HSP and other area institutions have partnered to host the conference, James Logan and the Networks of Atlantic Culture and Politics, 1699-1751, on Thursday, 9/18 - Saturday, 9/20.
James Logan (1674-1751) served as Provincial Secretary to the Penn family, studied the sexuality of plants, mentored Benjamin Franklin and John Bartram, served as Mayor of Philadelphia and Chief Justice of Pennsylvania, and shaped his province’s relationships with Native Americans. Logan traded furs, owned slaves, and was a gentleman-merchant, book collector, and scholar in Philadelphia in the decades that the colonial metropole became one of the most populous and cosmopolitan port cities in British North America.

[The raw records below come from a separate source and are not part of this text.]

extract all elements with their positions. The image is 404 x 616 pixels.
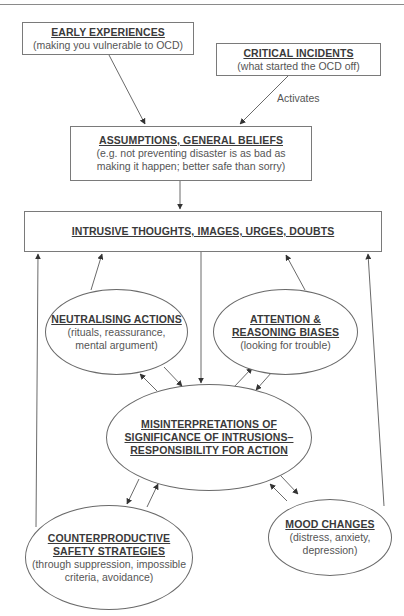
node-title-line2: SIGNIFICANCE OF INTRUSIONS–	[125, 431, 294, 444]
arrow-counterproductive-to-intrusive	[36, 254, 38, 527]
node-title: CRITICAL INCIDENTS	[243, 47, 353, 60]
node-subtitle-line2: making it happen; better safe than sorry…	[97, 160, 286, 173]
node-mood-changes: MOOD CHANGES (distress, anxiety, depress…	[268, 499, 392, 576]
node-subtitle: (looking for trouble)	[240, 339, 330, 352]
arrow-neutralising-to-intrusive	[91, 254, 102, 290]
arrow-counterproductive-to-misinterpretations	[147, 484, 158, 507]
node-title: INTRUSIVE THOUGHTS, IMAGES, URGES, DOUBT…	[72, 225, 335, 238]
arrow-attention-to-intrusive	[286, 255, 305, 290]
arrow-misinterpretations-to-mood	[281, 476, 298, 494]
node-attention-reasoning-biases: ATTENTION & REASONING BIASES (looking fo…	[213, 289, 358, 375]
node-title-line1: COUNTERPRODUCTIVE	[48, 532, 170, 545]
node-misinterpretations: MISINTERPRETATIONS OF SIGNIFICANCE OF IN…	[106, 384, 312, 491]
node-title-line2: SAFETY STRATEGIES	[53, 545, 165, 558]
node-subtitle-line2: criteria, avoidance)	[65, 571, 154, 584]
node-intrusive-thoughts: INTRUSIVE THOUGHTS, IMAGES, URGES, DOUBT…	[24, 211, 382, 252]
node-subtitle-line1: (e.g. not preventing disaster is as bad …	[96, 147, 285, 160]
node-title-line1: ATTENTION &	[250, 313, 321, 326]
node-subtitle-line1: (rituals, reassurance,	[67, 326, 165, 339]
node-subtitle-line2: depression)	[303, 544, 358, 557]
node-assumptions: ASSUMPTIONS, GENERAL BELIEFS (e.g. not p…	[70, 126, 312, 181]
node-subtitle: (what started the OCD off)	[237, 60, 359, 73]
node-subtitle-line1: (through suppression, impossible	[32, 558, 186, 571]
arrow-misinterpretations-to-neutralising	[140, 374, 157, 391]
node-title: MOOD CHANGES	[285, 518, 374, 531]
node-title-line1: MISINTERPRETATIONS OF	[141, 418, 277, 431]
node-title: ASSUMPTIONS, GENERAL BELIEFS	[99, 134, 283, 147]
node-subtitle-line2: mental argument)	[75, 339, 157, 352]
node-critical-incidents: CRITICAL INCIDENTS (what started the OCD…	[216, 43, 381, 76]
node-subtitle-line1: (distress, anxiety,	[290, 531, 371, 544]
node-subtitle: (making you vulnerable to OCD)	[33, 39, 183, 52]
node-title: EARLY EXPERIENCES	[51, 26, 165, 39]
node-title: NEUTRALISING ACTIONS	[51, 313, 182, 326]
activates-label: Activates	[277, 92, 320, 104]
node-early-experiences: EARLY EXPERIENCES (making you vulnerable…	[22, 22, 194, 55]
node-title-line2: REASONING BIASES	[232, 326, 339, 339]
arrow-misinterpretations-to-attention	[234, 368, 252, 387]
arrow-mood-to-intrusive	[368, 254, 384, 506]
node-neutralising-actions: NEUTRALISING ACTIONS (rituals, reassuran…	[45, 289, 188, 375]
arrow-neutralising-to-misinterpretations	[164, 367, 182, 386]
arrow-attention-to-misinterpretations	[256, 372, 272, 390]
node-title-line3: RESPONSIBILITY FOR ACTION	[130, 444, 288, 457]
arrow-early-to-assumptions	[109, 55, 145, 124]
arrow-mood-to-misinterpretations	[270, 484, 287, 501]
node-counterproductive-safety-strategies: COUNTERPRODUCTIVE SAFETY STRATEGIES (thr…	[25, 505, 193, 610]
arrow-misinterpretations-to-counterproductive	[127, 479, 139, 504]
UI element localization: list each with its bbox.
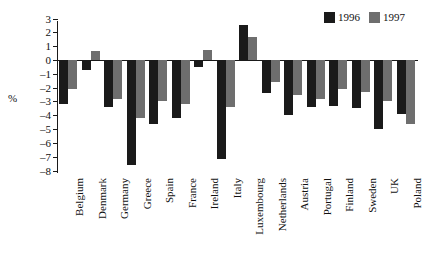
bar-italy-1996 <box>217 60 226 159</box>
x-tick-label: Luxembourg <box>254 178 265 262</box>
bar-group <box>81 21 104 173</box>
bar-group <box>283 21 306 173</box>
y-tick-label: 0 <box>25 54 51 66</box>
y-tick-label: 3 <box>25 13 51 25</box>
bar-austria-1997 <box>293 60 302 95</box>
x-tick-label: Sweden <box>367 178 378 262</box>
bar-italy-1997 <box>226 60 235 107</box>
bar-poland-1997 <box>406 60 415 124</box>
y-tick-label: 1 <box>25 40 51 52</box>
bar-group <box>328 21 351 173</box>
bar-group <box>58 21 81 173</box>
bar-spain-1996 <box>149 60 158 124</box>
bar-germany-1997 <box>113 60 122 99</box>
bar-greece-1997 <box>136 60 145 118</box>
bar-group <box>193 21 216 173</box>
bar-belgium-1996 <box>59 60 68 104</box>
bar-austria-1996 <box>284 60 293 115</box>
bar-ireland-1997 <box>203 50 212 60</box>
bar-uk-1997 <box>383 60 392 101</box>
x-tick-label: Finland <box>344 178 355 262</box>
bar-sweden-1997 <box>361 60 370 92</box>
bar-france-1996 <box>172 60 181 118</box>
bar-chart: 1996 1997 % 3210–1–2–3–4–5–6–7–8 Belgium… <box>0 0 431 267</box>
bar-luxembourg-1996 <box>239 25 248 60</box>
bar-group <box>238 21 261 173</box>
bar-group <box>351 21 374 173</box>
bar-denmark-1996 <box>82 60 91 70</box>
x-tick-label: Greece <box>142 178 153 262</box>
bar-sweden-1996 <box>352 60 361 108</box>
bar-group <box>171 21 194 173</box>
x-tick-label: UK <box>389 178 400 262</box>
x-tick-label: Germany <box>119 178 130 262</box>
x-tick-label: Portugal <box>322 178 333 262</box>
x-tick-label: Denmark <box>97 178 108 262</box>
x-tick-label: Belgium <box>74 178 85 262</box>
bar-uk-1996 <box>374 60 383 129</box>
bar-group <box>373 21 396 173</box>
plot-area <box>58 21 418 173</box>
bar-germany-1996 <box>104 60 113 107</box>
y-tick-label: –4 <box>25 109 51 121</box>
y-tick-label: 2 <box>25 26 51 38</box>
x-tick-label: Ireland <box>209 178 220 262</box>
y-axis-label: % <box>8 92 17 104</box>
bar-portugal-1997 <box>316 60 325 99</box>
y-tick-label: –6 <box>25 137 51 149</box>
bar-belgium-1997 <box>68 60 77 89</box>
y-tick-label: –5 <box>25 123 51 135</box>
bar-group <box>261 21 284 173</box>
bar-finland-1997 <box>338 60 347 89</box>
bar-group <box>148 21 171 173</box>
bar-spain-1997 <box>158 60 167 101</box>
bar-finland-1996 <box>329 60 338 106</box>
x-tick-label: Poland <box>412 178 423 262</box>
y-tick-label: –7 <box>25 151 51 163</box>
x-tick-label: France <box>187 178 198 262</box>
bar-poland-1996 <box>397 60 406 114</box>
x-tick-label: Austria <box>299 178 310 262</box>
bar-ireland-1996 <box>194 60 203 67</box>
y-tick-label: –3 <box>25 95 51 107</box>
y-tick-label: –1 <box>25 68 51 80</box>
y-tick-mark <box>53 19 58 20</box>
bar-denmark-1997 <box>91 51 100 60</box>
bar-netherlands-1997 <box>271 60 280 82</box>
bar-luxembourg-1997 <box>248 37 257 60</box>
bar-group <box>103 21 126 173</box>
bar-portugal-1996 <box>307 60 316 107</box>
bar-netherlands-1996 <box>262 60 271 93</box>
bar-greece-1996 <box>127 60 136 165</box>
bar-france-1997 <box>181 60 190 104</box>
x-tick-label: Spain <box>164 178 175 262</box>
y-tick-label: –8 <box>25 165 51 177</box>
y-tick-label: –2 <box>25 82 51 94</box>
x-tick-label: Netherlands <box>277 178 288 262</box>
x-tick-label: Italy <box>232 178 243 262</box>
bar-group <box>306 21 329 173</box>
bar-group <box>216 21 239 173</box>
bar-group <box>126 21 149 173</box>
bar-group <box>396 21 419 173</box>
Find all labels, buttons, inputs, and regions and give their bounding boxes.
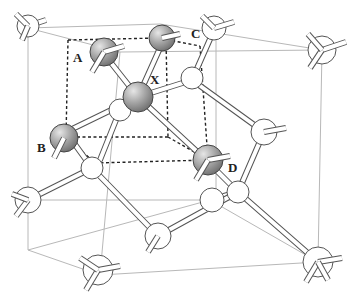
atom-bottom-mid [145, 223, 171, 252]
atom-upper-mid [181, 67, 203, 89]
atom-center-lower [81, 157, 103, 179]
atom-X [123, 82, 153, 112]
label-B: B [37, 140, 46, 156]
atom-right-face [251, 119, 286, 145]
atom-C [149, 25, 180, 51]
atom-top-back [202, 16, 234, 40]
label-X: X [150, 72, 159, 88]
crystal-lattice-diagram [0, 0, 356, 304]
atom-B [50, 124, 78, 158]
label-C: C [191, 26, 200, 42]
label-A: A [73, 50, 82, 66]
label-D: D [228, 160, 237, 176]
atom-bottom-right-corner [303, 247, 342, 282]
atom-top-left-corner [16, 14, 46, 40]
atom-bottom-front [80, 255, 120, 290]
atom-left-face [12, 187, 41, 216]
atom-top-right-corner [308, 34, 346, 68]
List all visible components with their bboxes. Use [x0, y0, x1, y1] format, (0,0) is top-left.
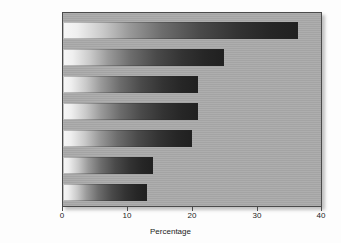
x-tick-label-40: 40: [309, 211, 333, 221]
bar-spain: [63, 103, 198, 120]
plot-area: [62, 12, 322, 207]
bar-germany: [63, 49, 224, 66]
bar-sweden: [63, 157, 153, 174]
bar-chart-figure: UK Germany Netherlands Spain France Swed…: [0, 0, 341, 243]
bar-italy: [63, 184, 147, 201]
bar-netherlands: [63, 76, 198, 93]
x-tick-label-10: 10: [115, 211, 139, 221]
x-tick-label-30: 30: [245, 211, 269, 221]
x-axis-title: Percentage: [0, 227, 341, 236]
x-tick-label-0: 0: [50, 211, 74, 221]
bar-france: [63, 130, 192, 147]
x-tick-label-20: 20: [180, 211, 204, 221]
bar-uk: [63, 22, 298, 39]
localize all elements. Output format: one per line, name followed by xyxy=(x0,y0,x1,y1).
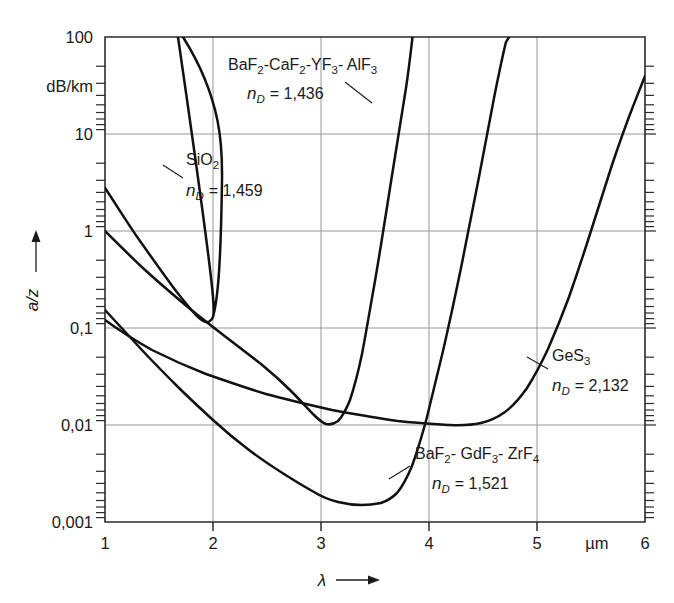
x-tick-label-4: 4 xyxy=(424,534,433,552)
n-letter: n xyxy=(247,84,256,103)
x-major-ticks xyxy=(213,522,537,531)
lbl-a: SiO xyxy=(186,151,213,168)
n-value: = 1,521 xyxy=(455,475,509,492)
y-axis-name-group: a/z xyxy=(23,230,42,311)
label-baf2-caf2-yf3-alf3-index: nD= 1,436 xyxy=(247,84,324,105)
n-sub: D xyxy=(256,93,264,105)
n-letter: n xyxy=(186,181,195,200)
y-tick-label-1: 1 xyxy=(84,222,93,240)
lbl-c: -YF xyxy=(306,56,332,73)
y-axis-unit-caption: dB/km xyxy=(46,77,93,95)
label-sio2-formula: SiO2 xyxy=(186,151,219,171)
y-axis-name: a/z xyxy=(23,288,42,311)
lbl-a-sub: 2 xyxy=(213,159,219,171)
label-baf2-caf2-yf3-alf3-formula: BaF2-CaF2-YF3- AlF3 xyxy=(228,56,377,76)
label-sio2-index: nD= 1,459 xyxy=(186,181,263,202)
x-axis-unit-caption: µm xyxy=(585,534,608,552)
y-minor-ticks-right xyxy=(645,66,656,517)
lbl-b: - GdF xyxy=(451,445,492,462)
y-tick-label-0-01: 0,01 xyxy=(61,416,93,434)
n-sub: D xyxy=(441,483,449,495)
label-ges3-formula: GeS3 xyxy=(552,347,590,367)
curve-baf2-gdf3-zrf4 xyxy=(105,37,509,505)
x-axis-name-group: λ xyxy=(317,571,380,590)
curve-ges3 xyxy=(105,76,645,425)
lbl-a: BaF xyxy=(228,56,258,73)
y-tick-labels: 100 10 1 0,1 0,01 0,001 xyxy=(52,28,93,531)
chart-svg: 100 10 1 0,1 0,01 0,001 dB/km a/z 1 2 3 … xyxy=(0,0,674,603)
label-baf2-gdf3-zrf4-index: nD= 1,521 xyxy=(432,474,509,495)
n-letter: n xyxy=(552,376,561,395)
y-tick-label-10: 10 xyxy=(75,125,93,143)
lbl-c: - ZrF xyxy=(498,445,533,462)
attenuation-chart-figure: 100 10 1 0,1 0,01 0,001 dB/km a/z 1 2 3 … xyxy=(0,0,674,603)
lbl-b: -CaF xyxy=(264,56,300,73)
x-tick-label-2: 2 xyxy=(208,534,217,552)
n-letter: n xyxy=(432,474,441,493)
label-ges3-index: nD= 2,132 xyxy=(552,376,629,397)
lbl-d: - AlF xyxy=(338,56,371,73)
n-sub: D xyxy=(195,190,203,202)
n-value: = 1,436 xyxy=(270,85,324,102)
lbl-a: GeS xyxy=(552,347,584,364)
x-axis-name: λ xyxy=(317,571,326,590)
leader-line-ges3 xyxy=(527,357,548,369)
lbl-c-sub: 4 xyxy=(533,453,540,465)
x-axis-arrow-icon xyxy=(336,576,380,585)
y-axis-arrow-icon xyxy=(32,230,41,272)
label-baf2-gdf3-zrf4-formula: BaF2- GdF3- ZrF4 xyxy=(415,445,540,465)
lbl-d-sub: 3 xyxy=(371,64,377,76)
annotation-baf2-caf2-yf3-alf3: BaF2-CaF2-YF3- AlF3 nD= 1,436 xyxy=(228,56,377,105)
curves-group xyxy=(105,37,645,505)
x-tick-label-3: 3 xyxy=(316,534,325,552)
annotation-ges3: GeS3 nD= 2,132 xyxy=(527,347,629,397)
leader-line-sio2 xyxy=(163,165,183,178)
x-tick-labels: 1 2 3 4 5 6 xyxy=(100,534,649,552)
x-tick-label-6: 6 xyxy=(640,534,649,552)
y-tick-label-0-001: 0,001 xyxy=(52,513,93,531)
lbl-a: BaF xyxy=(415,445,445,462)
x-tick-label-1: 1 xyxy=(100,534,109,552)
lbl-a-sub: 3 xyxy=(584,355,590,367)
y-tick-label-100: 100 xyxy=(65,28,93,46)
n-value: = 2,132 xyxy=(575,377,629,394)
y-minor-ticks xyxy=(96,66,105,517)
n-value: = 1,459 xyxy=(209,182,263,199)
x-tick-label-5: 5 xyxy=(532,534,541,552)
y-tick-label-0-1: 0,1 xyxy=(70,319,93,337)
leader-line-baf2-caf2-yf3-alf3 xyxy=(345,82,372,103)
n-sub: D xyxy=(561,385,569,397)
curve-sio2 xyxy=(105,37,222,322)
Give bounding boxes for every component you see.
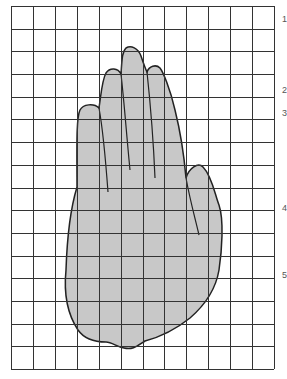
edge-label: 1	[282, 14, 287, 24]
edge-label: 2	[282, 85, 287, 95]
edge-label: 5	[282, 270, 287, 280]
hand-grid-figure	[0, 0, 287, 379]
edge-label: 4	[282, 203, 287, 213]
edge-label: 3	[282, 108, 287, 118]
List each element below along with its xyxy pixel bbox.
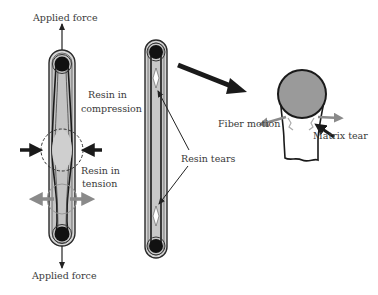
detail-arrow (178, 65, 247, 94)
fiber-cross-section (278, 70, 326, 118)
label-applied-force-bottom: Applied force (31, 270, 97, 281)
label-resin-compression-1: Resin in (88, 89, 127, 100)
label-matrix-tear: Matrix tear (313, 130, 368, 141)
fiber-detail (262, 70, 340, 161)
label-resin-tears: Resin tears (181, 153, 235, 164)
fiber-motion-arrow-right (318, 117, 340, 118)
label-applied-force-top: Applied force (32, 12, 98, 23)
label-resin-tension-2: tension (82, 178, 117, 189)
label-resin-compression-2: compression (81, 103, 142, 114)
top-pin (55, 57, 70, 72)
left-strap (20, 24, 102, 268)
fiber-loop-failure-diagram: Applied force Applied force Resin in com… (0, 0, 378, 295)
center-strap (145, 40, 189, 258)
label-fiber-motion: Fiber motion (218, 118, 280, 129)
bottom-pin (55, 227, 70, 242)
label-resin-tension-1: Resin in (81, 165, 120, 176)
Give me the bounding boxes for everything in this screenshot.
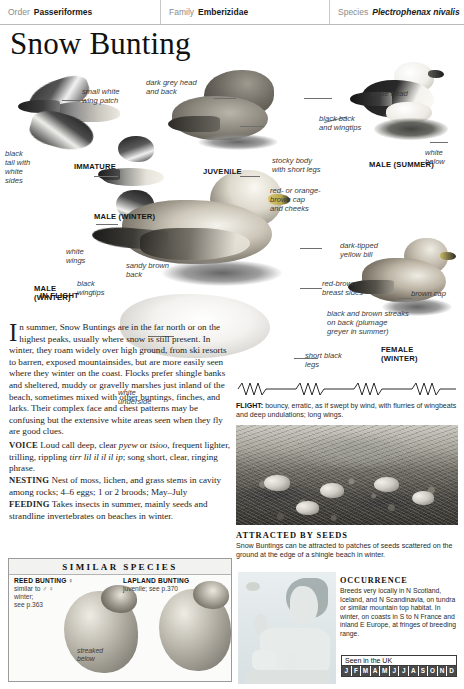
fact-voice: VOICE Loud call deep, clear pyew or tsio…	[9, 440, 231, 475]
month-aug[interactable]: A	[409, 666, 419, 676]
leader-line	[398, 298, 412, 299]
fact-voice-italic-1: pyew	[119, 440, 138, 450]
month-jul[interactable]: J	[399, 666, 409, 676]
taxonomy-order-value: Passeriformes	[34, 7, 93, 17]
fact-voice-italic-2: tsioo	[150, 440, 168, 450]
fact-voice-italic-3: tirr lil il il il ip	[69, 452, 122, 462]
map-iberia	[252, 650, 276, 670]
month-jun[interactable]: J	[390, 666, 400, 676]
caption-immature: IMMATURE	[74, 162, 116, 171]
photo-bird-5	[296, 501, 319, 515]
leader-line	[304, 98, 332, 99]
fact-nesting-label: NESTING	[9, 475, 49, 485]
label-dark-tipped-yellow-bill: dark-tipped yellow bill	[340, 241, 378, 259]
leader-line	[94, 176, 118, 177]
description-text: n summer, Snow Buntings are in the far n…	[9, 322, 227, 436]
label-stocky-body-with-short-legs: stocky body with short legs	[272, 156, 321, 174]
field-guide-page: Order Passeriformes Family Emberizidae S…	[0, 0, 464, 689]
caption-male-winter-small: MALE (WINTER)	[94, 212, 155, 221]
label-black-tail-with-white-sides: black tail with white sides	[5, 149, 30, 185]
label-sandy-brown-back: sandy brown back	[126, 261, 169, 279]
similar-species-box: SIMILAR SPECIES REED BUNTING ♀ similar t…	[8, 558, 232, 682]
month-may[interactable]: M	[380, 666, 390, 676]
distribution-map	[238, 572, 336, 684]
month-feb[interactable]: F	[352, 666, 362, 676]
month-jan[interactable]: J	[342, 666, 352, 676]
label-black-and-brown-streaks-on-back: black and brown streaks on back (plumage…	[327, 309, 409, 336]
leader-line	[214, 98, 236, 99]
similar-species-annotation-reed-bunting: streaked below	[77, 647, 103, 663]
taxonomy-header: Order Passeriformes Family Emberizidae S…	[0, 0, 464, 25]
label-small-white-wing-patch: small white wing patch	[82, 87, 120, 105]
map-africa-north	[246, 670, 330, 684]
description-paragraph: In summer, Snow Buntings are in the far …	[9, 322, 231, 438]
label-brown-cap: brown cap	[411, 289, 446, 298]
flight-label: FLIGHT:	[236, 402, 263, 410]
leader-line	[300, 248, 322, 249]
label-red-brown-breast-sides: red-brown breast sides	[322, 279, 363, 297]
habitat-photo	[236, 425, 458, 525]
fact-nesting: NESTING Nest of moss, lichen, and grass …	[9, 475, 231, 498]
label-white-head: white head	[371, 89, 408, 98]
page-title: Snow Bunting	[10, 26, 191, 62]
month-dec[interactable]: D	[447, 666, 456, 676]
seen-in-uk-title: Seen in the UK	[342, 656, 456, 666]
month-oct[interactable]: O	[428, 666, 438, 676]
month-nov[interactable]: N	[438, 666, 448, 676]
fact-feeding-label: FEEDING	[9, 499, 50, 509]
leader-line	[300, 288, 322, 289]
similar-species-heading: SIMILAR SPECIES	[9, 559, 231, 575]
flight-text: bouncy, erratic, as if swept by wind, wi…	[236, 402, 456, 419]
photo-caption-body: Snow Buntings can be attracted to patche…	[236, 542, 458, 560]
bird-male-summer	[348, 62, 452, 148]
label-black-wingtips: black wingtips	[77, 279, 104, 297]
caption-male-winter: MALE (WINTER)	[34, 284, 71, 302]
species-description: In summer, Snow Buntings are in the far …	[9, 322, 231, 523]
similar-species-name: REED BUNTING ♀	[14, 577, 122, 584]
photo-bird-2	[320, 483, 344, 498]
taxonomy-order: Order Passeriformes	[0, 0, 160, 24]
flight-panel: FLIGHT: bouncy, erratic, as if swept by …	[236, 380, 458, 419]
fact-feeding: FEEDING Takes insects in summer, mainly …	[9, 499, 231, 522]
label-short-black-legs: short black legs	[305, 351, 342, 369]
drop-cap: I	[9, 322, 19, 343]
map-scandinavia	[290, 586, 318, 626]
fact-voice-text-1: Loud call deep, clear	[40, 440, 119, 450]
leader-line	[96, 224, 118, 225]
taxonomy-order-label: Order	[8, 7, 30, 17]
taxonomy-species-value: Plectrophenax nivalis	[372, 7, 459, 17]
leader-line	[240, 126, 264, 127]
photo-bird-4	[412, 491, 434, 505]
taxonomy-family-value: Emberizidae	[198, 7, 248, 17]
caption-female-winter: FEMALE (WINTER)	[381, 345, 418, 363]
month-mar[interactable]: M	[361, 666, 371, 676]
month-bar: J F M A M J J A S O N D	[342, 666, 456, 676]
occurrence-title: OCCURRENCE	[340, 576, 458, 585]
label-black-back-and-wingtips: black back and wingtips	[319, 114, 361, 132]
taxonomy-family: Family Emberizidae	[160, 0, 329, 24]
leader-line	[430, 142, 448, 143]
taxonomy-family-label: Family	[169, 7, 194, 17]
caption-male-summer: MALE (SUMMER)	[369, 160, 434, 169]
label-white-wings: white wings	[66, 247, 85, 265]
taxonomy-species: Species Plectrophenax nivalis	[329, 0, 464, 24]
fact-voice-text-2: or	[138, 440, 150, 450]
label-red-or-orange-brown-cap-and-cheeks: red- or orange- brown cap and cheeks	[270, 186, 321, 213]
occurrence-text: Breeds very locally in N Scotland, Icela…	[340, 587, 458, 639]
flight-pattern-icon	[236, 380, 458, 396]
month-apr[interactable]: A	[371, 666, 381, 676]
seen-in-uk-box: Seen in the UK J F M A M J J A S O N D	[341, 655, 457, 677]
map-iceland	[246, 582, 260, 591]
photo-bird-1	[264, 475, 290, 491]
caption-juvenile: JUVENILE	[203, 167, 242, 176]
photo-bird-3	[374, 477, 399, 492]
taxonomy-species-label: Species	[338, 7, 368, 17]
similar-species-head-lapland-bunting	[193, 581, 229, 609]
month-sep[interactable]: S	[419, 666, 429, 676]
leader-line	[240, 176, 260, 177]
flight-description: FLIGHT: bouncy, erratic, as if swept by …	[236, 402, 458, 419]
fact-voice-label: VOICE	[9, 440, 38, 450]
label-dark-grey-head-and-back: dark grey head and back	[146, 78, 197, 96]
photo-caption-title: ATTRACTED BY SEEDS	[236, 531, 458, 540]
fact-list: VOICE Loud call deep, clear pyew or tsio…	[9, 440, 231, 522]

This three-day conference explores the nuanced and multifaceted life of James Logan. Co-sponsored by the Library Company of Philadelphia, McNeil Center for Early American Studies, Stenton, and The National Society of the Colonial Dames of America in the Commonwealth of Pennsylvania.
In conjunction with the conference, HSP will display a selection of documents related to the life of James Logan. Materials will provide a glimpse into the many facets of James Logan, including his personal life, his intellectual pursuits, his work as provincial secretary to William Penn and in the public sphere, and his role in Indian affairs.
Highlights include a map of the infamous Walking Purchase, William Penn’s Charter for Philadelphia with Logan’s marginal notes, chapters from Logan’s unfinished manuscript “Of the Duties of Man, as They may be Deduced from Nature,” plans for his house Stenton, and a courtship letter to his future wife, Sarah Read.